We have been skeptical since last fall about President Trump’s promises not to touch Social Security and Medicare, partly because of the privatizers and cutters he appointed to high office.  Now, according to an article in today’s Washington Post by reporter Dave Weigel, Trump’s budget director, Mick Mulvaney, is actively agitating for the Trump administration to “work around” those promises:

“I’ve already started to socialize the discussion around here in the West Wing about how important the mandatory spending is to the drivers of our debt.  I think people are starting to grab it.”  – Mick Mulvaney on Hugh Hewitt radio program

Mulvaney claims that he is not really advocating that the President break his promises.  Instead, the budget chief seems to be playing a semantic game by redefining what Trump really meant.

“Mulvaney… has said that any Republican reform would be consistent with Trump’s promise, by defining the act of ‘saving’ Social Security and Medicare as anything that allows them to meet obligations — even and especially if those obligations are reduced.” – Washington Post 3/6/17

That is a dubious bending of the President’s words on the campaign trail.  Mulvaney is, in effect saying, we have to cut Social Security and Medicare in order to save them, which is patently wrong.  The two programs could be kept solvent deep into the 21st century through modest and manageable measures that we have detailed many times since last Fall, with no benefit cuts.  In fact, Senator Bernie Sanders’ new bill in Congress would increase benefits and extend Social Security’s solvency until 2078.

Mulvaney is being even more disingenuous, though, because candidate Trump explicitly promised not to cut either program.  Trump told a post-election rally in Des Moines in December:

“You’ve been paying into Social Security and Medicare… We’re not gonna cut your Social Security and we’re not cutting your Medicare.”  – President-elect Trump, December, 2016

It’s hard to see how Trump could have been any clearer, or how Mulvaney could claim the President could be convinced to cut Social Security and Medicare without violating his campaign promises.  Yet, Mulvaney’s proposals on earned benefits programs would undeniably lead to benefit cuts.   The Post points out that at his January confirmation hearing, he advocated raising the Social Security retirement age to 70, and supported means-testing to reduce Medicare spending, two unpopular measures with voters in the National Committee’s recent public poll.
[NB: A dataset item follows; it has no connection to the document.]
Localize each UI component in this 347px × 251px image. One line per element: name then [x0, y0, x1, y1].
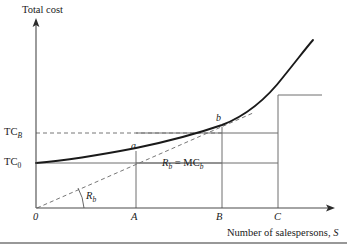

Of course, Mulvaney is not the only Trump administration official gung ho to cut and privatize our retirement security programs.  HHS Secretary Tom Price played a similar word game to Mulvaney’s last week, affirming that Medicare is a “guarantee” to seniors while implying that it has to be modified in order to uphold the guarantee.

We wrote last week about the potential bait-and-switch that the administration and Congressional leaders may use, by promising that current retirees won’t be affected by any changes, but that younger Americans might be by the time they are seniors.

None of this lends much comfort to current or future retirees – nor offers much reassurance that the President’s promises on Social Security and Medicare won’t be eroded, if not now, then in the near future.